Wednesday, March 26, 2008

Art Imitating Life... Science
















Left: painting by Gino Severini, Sea=Dancer, 1914 Source: Peggy Guggenheim Collection
Right: BrainBows: Credit: Jean Livet. Genetically engineering mice so that their brain cells express different combinations of fluorescent colors reveals the brain’s complicated anatomy. In the image round green neurons are interspersed with diffuse support cells called astrocytes. Source: Technology Reveiw
I had the opportunity to visit Venice some years back and fell in love with Sea=Dancer by Severini. This painting spoke to me and I stood in font of it, transfixed for what seemed like hours. Severini, a futurist, painted about dance, dynamism in art. You can imagine movement from his work portrayed here. I wanted to remain in the museum, but my schedule pulled me away. I bought the print and carefully hauled it back across the Atlantic. Neither the print, nor the small facsimile here, do this marvelous painting justice, so if you visit Venice, go to the Guggenheim and see it.
As I read Technology Review the other day, I read about experiments in brain imaging and was once again transfixed by images. An interesting correlation exists to the inner workings of the brain, as shown in the image of brain cells shown on the right, and Sea=Dancer. Severini portrayed a dynamism in Sea=Dancer that we now find, almost a century later, in the brain.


What to do: Find the line containing "The height and width of the screenshot is (445, 984).", then print it and each line after it through the end of the listing exactly, with no pictures.
——————
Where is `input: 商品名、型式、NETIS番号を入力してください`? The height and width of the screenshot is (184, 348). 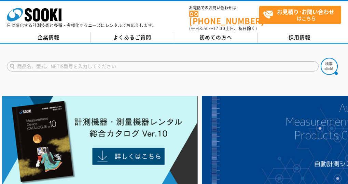
input: 商品名、型式、NETIS番号を入力してください is located at coordinates (163, 66).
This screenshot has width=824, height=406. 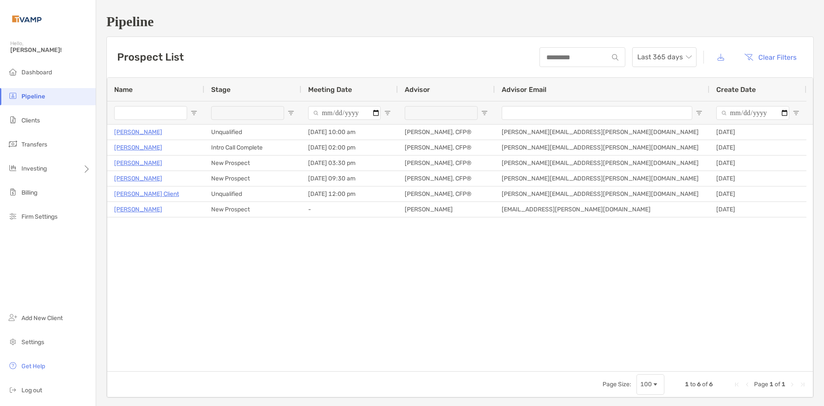 What do you see at coordinates (13, 341) in the screenshot?
I see `img: settings icon` at bounding box center [13, 341].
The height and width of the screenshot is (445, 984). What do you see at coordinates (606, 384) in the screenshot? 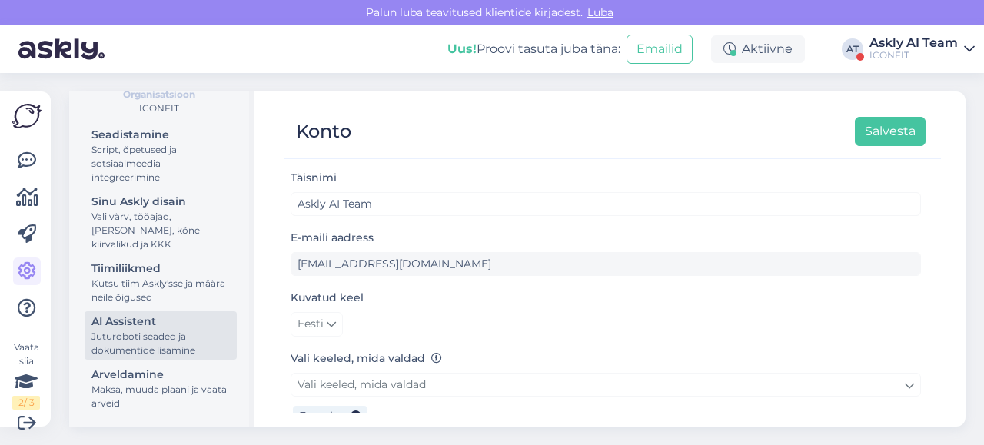
I see `a: Vali keeled, mida valdad` at bounding box center [606, 384].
——————
Problem solution:
The height and width of the screenshot is (445, 984). What do you see at coordinates (606, 384) in the screenshot? 
I see `a: Vali keeled, mida valdad` at bounding box center [606, 384].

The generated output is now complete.